Mandala. Australia’s Surgical Surcharge: How Australians are paying too much for medical devices through the Prescribed List of Medical Devices. Canberra; 2023. Available at https://www.privatehealthcareaustralia.org.au/wp-content/uploads/230601-Australias-Surgical-Surcharge.pdf [accessed 4 January 2024].

Harris I, Cuthbert A, Lorimer M, de Steiger R, Lewis P, Graves SE. Outcomes of hip and knee replacement surgery in private and public hospitals in Australia. ANZ J Surg 2019; 89(11): 1417-1423.
| Crossref | Google Scholar | PubMed |

O’Connor B, Pollner F, Fugh-Berman A. Salespeople in the Surgical Suite: Relationships between Surgeons and Medical Device Representatives. PLoS One 2016; 11(8): e0158510 PMCID: PMC4972437.
| Crossref | Google Scholar | PubMed |

Grundy Q, Hutchison K, Johnson J, Blakely B, Clay-Wlliams R, Richards B, Rogers WA. Device representatives in hospitals: are commercial imperatives driving clinical decision-making? J Med Ethics 2018; 44(9): 589-592.
| Crossref | Google Scholar | PubMed |

Scott S, Branley A. Lamborghinis, ski trips used to market controversial mesh implant to surgeons, documents show. ABC News, 14 August 2017. Available at https://www.abc.net.au/news/2017-08-14/surgical-mesh-maker-used-fast-cars-to-market-device-doctors/8796838 [accessed 4 January 2024].

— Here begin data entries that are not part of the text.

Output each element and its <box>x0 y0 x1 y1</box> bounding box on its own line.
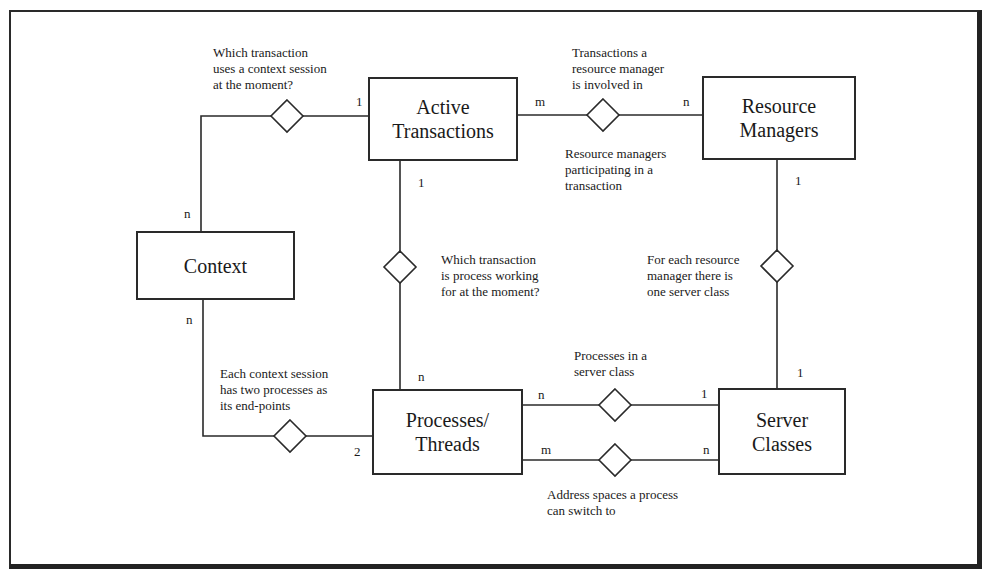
cardinality-pt-right-upper: n <box>538 388 545 402</box>
note-line: Which transaction <box>441 252 540 268</box>
cardinality-rm-bottom: 1 <box>795 174 802 188</box>
entity-label-line2: Threads <box>415 432 479 456</box>
cardinality-rm-left: n <box>683 95 690 109</box>
entity-processes-threads: Processes/ Threads <box>372 389 523 475</box>
note-line: its end-points <box>220 398 328 414</box>
cardinality-context-top: n <box>184 207 191 221</box>
note-line: server class <box>574 364 647 380</box>
note-line: Address spaces a process <box>547 487 678 503</box>
entity-label-line2: Classes <box>752 432 812 456</box>
note-line: Resource managers <box>565 146 666 162</box>
relationship-diamond-processes-in-server-class <box>599 389 631 421</box>
note-line: transaction <box>565 178 666 194</box>
relationship-diamond-address-spaces <box>599 444 631 476</box>
note-line: Which transaction <box>213 45 327 61</box>
cardinality-pt-left: 2 <box>354 445 361 459</box>
note-line: is involved in <box>572 77 664 93</box>
cardinality-sc-left-lower: n <box>703 443 710 457</box>
note-line: for at the moment? <box>441 284 540 300</box>
cardinality-sc-top: 1 <box>797 366 804 380</box>
note-line: Transactions a <box>572 45 664 61</box>
note-line: can switch to <box>547 503 678 519</box>
entity-server-classes: Server Classes <box>718 388 846 475</box>
cardinality-pt-top: n <box>418 370 425 384</box>
note-rms-in-transaction: Resource managers participating in a tra… <box>565 146 666 194</box>
note-context-transaction: Which transaction uses a context session… <box>213 45 327 93</box>
note-rm-server-class: For each resource manager there is one s… <box>647 252 739 300</box>
note-line: manager there is <box>647 268 739 284</box>
entity-context: Context <box>136 231 295 300</box>
cardinality-at-left: 1 <box>356 95 363 109</box>
note-line: Processes in a <box>574 348 647 364</box>
cardinality-pt-right-lower: m <box>541 443 551 457</box>
note-line: is process working <box>441 268 540 284</box>
cardinality-at-bottom: 1 <box>418 176 425 190</box>
relationship-diamond-process-transaction <box>384 251 416 283</box>
entity-resource-managers: Resource Managers <box>702 76 856 160</box>
relationship-diamond-context-processes <box>274 420 306 452</box>
entity-label-line1: Server <box>756 408 808 432</box>
note-line: one server class <box>647 284 739 300</box>
note-line: at the moment? <box>213 77 327 93</box>
note-line: participating in a <box>565 162 666 178</box>
entity-label-line2: Transactions <box>392 119 493 143</box>
note-process-transaction: Which transaction is process working for… <box>441 252 540 300</box>
note-line: uses a context session <box>213 61 327 77</box>
note-line: has two processes as <box>220 382 328 398</box>
entity-label-line1: Resource <box>742 94 816 118</box>
note-address-spaces: Address spaces a process can switch to <box>547 487 678 519</box>
cardinality-sc-left-upper: 1 <box>701 387 708 401</box>
note-line: For each resource <box>647 252 739 268</box>
entity-label-line1: Active <box>416 95 469 119</box>
note-line: Each context session <box>220 366 328 382</box>
entity-label-line2: Managers <box>740 118 819 142</box>
note-transactions-of-rm: Transactions a resource manager is invol… <box>572 45 664 93</box>
relationship-diamond-transaction-rm <box>587 99 619 131</box>
cardinality-at-right: m <box>535 95 545 109</box>
note-processes-in-server-class: Processes in a server class <box>574 348 647 380</box>
entity-label: Context <box>184 254 247 278</box>
entity-active-transactions: Active Transactions <box>368 77 518 161</box>
relationship-diamond-context-transaction <box>271 100 303 132</box>
entity-label-line1: Processes/ <box>406 408 489 432</box>
note-context-processes: Each context session has two processes a… <box>220 366 328 414</box>
relationship-diamond-rm-server-class <box>761 250 793 282</box>
note-line: resource manager <box>572 61 664 77</box>
cardinality-context-bottom: n <box>186 313 193 327</box>
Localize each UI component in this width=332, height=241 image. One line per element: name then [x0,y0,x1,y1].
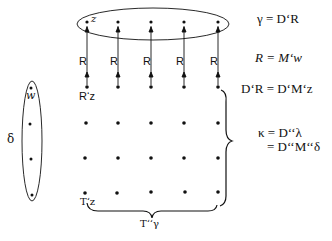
equation-r: R = M‘w [255,51,302,64]
equation-kappa: κ = D‘‘λ [258,126,302,139]
arrow-label-3: R [143,56,151,67]
label-z: z [91,14,96,24]
equation-kappa-cont: = D‘‘M‘‘δ [267,140,320,153]
arrow-label-1: R [79,56,87,67]
label-w: w [26,90,35,101]
top-ellipse [77,8,229,40]
source-label: R‘z [79,91,95,102]
right-brace [220,90,232,206]
bottom-brace-label: T‘‘γ [140,219,159,229]
arrow-label-4: R [176,56,184,67]
equation-dr: D‘R = D‘M‘z [241,82,313,95]
equation-gamma: γ = D‘R [257,12,299,25]
bottom-left-label: T‘z [80,197,95,207]
arrows [85,26,220,85]
arrow-label-2: R [110,56,118,67]
grid-dots [29,20,220,196]
label-delta: δ [7,133,14,145]
diagram-canvas [0,0,332,241]
bottom-brace [87,203,217,218]
arrow-label-5: R [210,56,218,67]
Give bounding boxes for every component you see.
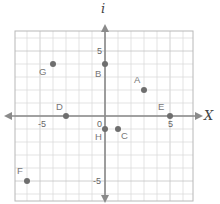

Sudarsky D, Charania J, Inman A, D’Alfonso S, Lavi S. The impact of industry representative’s visits on utilization of coronary stents. Am Heart J 2013; 166(2): 258-265.
| Crossref | Google Scholar | PubMed |

Traeger AC, Gilbert SE, Harris IA, Maher CG. Spinal cord stimulation for low back pain. Cochrane Database Syst Rev [3] 2023; CD014789.
| Crossref | Google Scholar |

10  Jones CMP, Shaheed CA, Ferreira G, Mannix LBJ, Harris IA, Buchbinder R, Maher CG. Spinal Cord Stimulators: An Analysis of the Adverse Events Reported to the Australian Therapeutic Goods Administration. J Patient Saf 18(5): 507-511.
| Crossref | Google Scholar | PubMed |

11  Pain Australia. Spinal Cord Stimulator Implants Consumer Experience Report. Australia; 2023. Available at Painaustralia: Spinal Cord Stimulator Consumer Experience Report [accessed 28 February 2024].

12  Neuromodulation Society of Australia and New Zealand. Supporters. 2024. Available at Supporters - NSANZ [accessed 28 February 2024].

13  Traeger AC, Bero LA. Corporate Influences on Science and Health—the Case of Spinal Cord Stimulation. JAMA Intern Med 2024; 184: 129-130.
| Crossref | Google Scholar | PubMed |

14  Brownlee S, Chalkidou K, Doust J, Elshaug AG, Glasziou P, Heath I, Nagpal S, Saini V, Srivastava D, Chalmers K, Korenstein D. Evidence for overuse of medical services around the world. Lancet 2017; 390(10090): 156-168 Erratum in: Lancet. 2022; 399(10328): 908. PMCID: PMC5708862.